A Christian family were attacked with crude bombs at their home in Bangladesh on Tuesday morning.
Unidentified assailants targeted the family's house in a Christian-majority area of Baghadanga Girjapara with homemade bombs.
One man, Alam Mondol, 45, was injured outside his house and another
man was wounded as he and other local villagers tried to force the
attackers away.
"Mondol was injured after [wooden] splinters hit his left hand and hip," local police chief Liaqat Hossain told AFP.
"Both the injured are Christians."
Another officer, Chuadanga district chief Rashidul Hasan, said they
suspect the attackers were trying to rob the family, as they "tried to
break into the house and demand money."
This is the latest in a string of attacks on religious minorities in the Muslim-majority country.
A recent spate of extremist violence has challenged Bangladesh's
status as a moderate Muslim country. ISIS and al-Qaeda have claimed a
series of attacks on atheists and religious minorities since September.
Last week an English professor, Rezaul Karim Siddiquee, was hacked to
death by Islamic extremists. Islamic State claimed responsibility for
the attack.
Similarly, ISIS claimed to have killed Christian convert Hossain Ali,
68, on March 22 while he was walking in the town of Kurigram, saying it
was a "lesson to others".
The government has denied that either of the groups are behind any of
the recent attacks. It insists they have no known presence in the
country and has blamed home-grown militants for the violence.
At least five Jamaat-ul-Mujahideen fighters have been killed in
shootouts since November, as security forces have stepped up a crackdown
on militants seeking to make Bangladesh a Sharia-based state.
Christians and Hindus make up just 10 per cent of the country's population of mainly Sunni Muslims.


Scan the material below and report how many lines include the string "Графік"; nothing else belongs in the reply.

-- Entries provided follows --

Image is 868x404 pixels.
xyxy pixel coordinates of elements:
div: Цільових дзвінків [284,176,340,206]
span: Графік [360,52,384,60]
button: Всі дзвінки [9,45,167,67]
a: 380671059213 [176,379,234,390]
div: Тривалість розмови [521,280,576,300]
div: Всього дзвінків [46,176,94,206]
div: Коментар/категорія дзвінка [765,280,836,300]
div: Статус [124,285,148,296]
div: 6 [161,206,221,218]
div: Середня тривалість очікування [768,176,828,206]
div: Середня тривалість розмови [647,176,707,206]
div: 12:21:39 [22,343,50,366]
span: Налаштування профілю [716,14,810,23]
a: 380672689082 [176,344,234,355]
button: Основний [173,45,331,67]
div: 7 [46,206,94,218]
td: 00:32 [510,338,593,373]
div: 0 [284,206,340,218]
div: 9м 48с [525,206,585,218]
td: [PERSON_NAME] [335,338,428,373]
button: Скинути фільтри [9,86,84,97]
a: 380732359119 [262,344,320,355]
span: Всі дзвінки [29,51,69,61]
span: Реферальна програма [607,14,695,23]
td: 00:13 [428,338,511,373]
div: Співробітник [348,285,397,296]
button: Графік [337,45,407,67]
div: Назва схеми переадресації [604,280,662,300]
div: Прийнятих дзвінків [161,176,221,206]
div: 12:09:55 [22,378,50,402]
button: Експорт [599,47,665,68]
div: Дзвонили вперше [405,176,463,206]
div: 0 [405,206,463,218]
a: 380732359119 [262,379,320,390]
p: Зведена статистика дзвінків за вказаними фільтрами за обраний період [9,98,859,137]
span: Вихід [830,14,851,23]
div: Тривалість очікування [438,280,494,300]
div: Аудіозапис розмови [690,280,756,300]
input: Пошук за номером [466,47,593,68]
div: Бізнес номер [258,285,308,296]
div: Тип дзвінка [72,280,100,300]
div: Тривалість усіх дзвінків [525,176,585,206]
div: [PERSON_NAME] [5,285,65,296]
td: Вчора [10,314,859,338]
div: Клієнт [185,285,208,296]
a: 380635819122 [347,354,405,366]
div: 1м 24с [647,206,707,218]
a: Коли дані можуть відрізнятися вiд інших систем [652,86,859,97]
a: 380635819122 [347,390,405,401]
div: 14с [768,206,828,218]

-- Entries provided concluded --

_Result of this task_:
2